10/10
Haneke produces his most timeless classic
14 December 2009
What do you do when you 'know' there is a very tangible threat but cannot point the finger? Recall, if you will, Jean. Julianne Moore's character in Crash: " . . . and it was my fault because I knew it was gonna happen. But if a white person sees two black men walking towards her and she turns and walks in the other direction, she's a racist, right?" Or the dilemma of Islam in Europe. On the one hand, we are impelled to protect the rights of the vulnerable minority. Protect their beliefs. Their innocence. Everything decent within ourselves that we wish to respect and preserve in others. But on the other, we are terrified of the prospect creeping Islamic militancy.
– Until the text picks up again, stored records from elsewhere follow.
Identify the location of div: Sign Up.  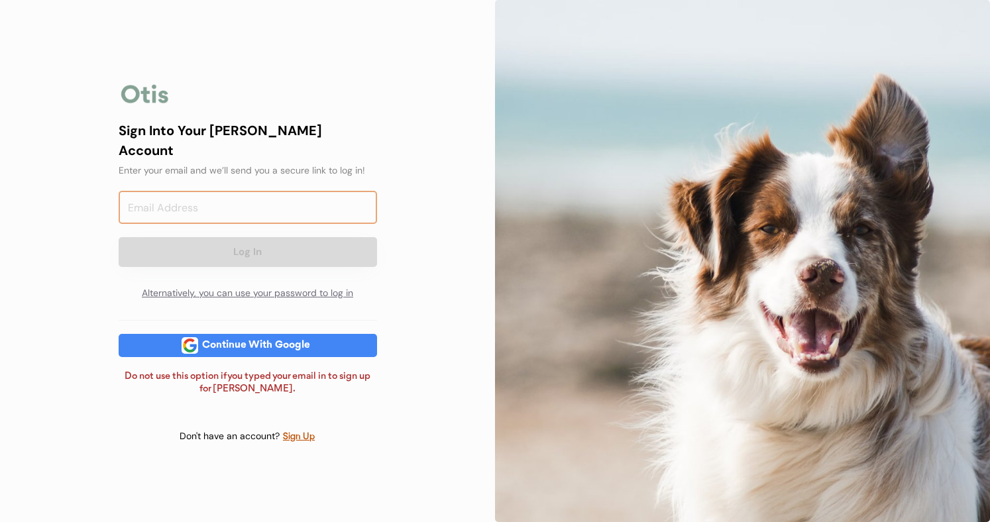
(299, 437). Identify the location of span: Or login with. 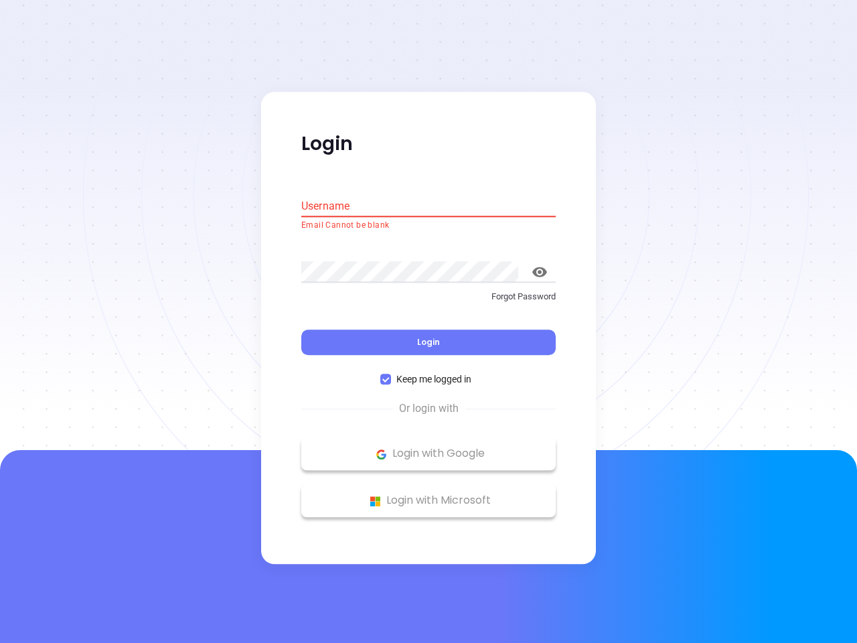
(429, 409).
We teeter on the brink of racism. Islamophobia. If we risk the sacred humanity in others we attack it in ourselves. And what if all the indications are wrong? What if all our beliefs are wrong? What if all the words led us astray? Too late, we know we have to talk about paedophile priests. Too late, we know we should have talked about Hitler (in the days before, yes before, he was the Bad Guy). Or even World War One before it happened. There are times when we cannot accuse. Times when it will do no good. But still, as Lionel Shiver might say, there are times when we know, 'We need to talk about Kevin.' Haneke confronts the paradox of confronting the unimaginable. Not in the Hollywood sense of 'too scary to think about.' Just confronting something that is outside the ability of the imagination to foreshadow. In Hidden, the format was an intricate art house film that appealed more to the cinema geek. The cult viewer. A brilliant film – but one you would probably need to watch at least twice before you could 'get it.' The White Ribbon is an altogether different genre. The mystery is laid out as carefully as any Hitchcock classic, albeit with the more restrained tones and iconography of Luis Buñuel. There is not the surrealism of his Exterminating Angel, but the clearly delineated social restraints that refuse to acknowledge anything that does not fit, they are all there. A small village on the eve of World War One. A fierce Lutheran Protestantism that will admit no way of thinking unless it is true to the cornerstones of its faith. Ignorance poses as innocence. And the horrors that can spring from deeply ingrained discipline.

Somehow, within a community where everyone knows and trusts each other, a series of very unpleasant incidents occur. A wire is strung to trip the doctor's horse. A disabled boy is brutally attacked. A woman commits suicide. Unexplained arson. The seeds of deadliest emotions are there in a society that allows for nothing except goodness.

Haneke carefully details various forms of patriarchal enforcement of this goodness. It might be righteous anger or compassionate punishment. I recall my philosophy teacher at university saying how some things can be learnt but not taught. Then another professor's dismissal of Aristotle's virtue theory on the basis that it cannot be 'taught.' In this Haneke world of black-and-white moral righteousness, those characters who seek no more than a least worst option seem to come, quite logically, to an untriumphant end. A boy who wants to save a wounded bird. A schoolteacher who wants to reveal with gentleness that which force cannot uncover.

With Funny Games, Haneke shocked with intruders. With Hidden, he forced us to confront a barely solvable mystery. With The White Ribbon, his greatest work yet, a simple story takes on universal proportions. No intruders. No outsiders. We can no longer take refuge in any system of 'universal truth.' Whether it be the science of our sense or the dictates of religion. We must learn as we grow. This White Ribbon is no fairy tale story. It has no fairy tale ending. All is logical. Just that you might never, ever, be able to prove it.
68 out of 116 found this helpful. Was this review helpful? Sign in to vote.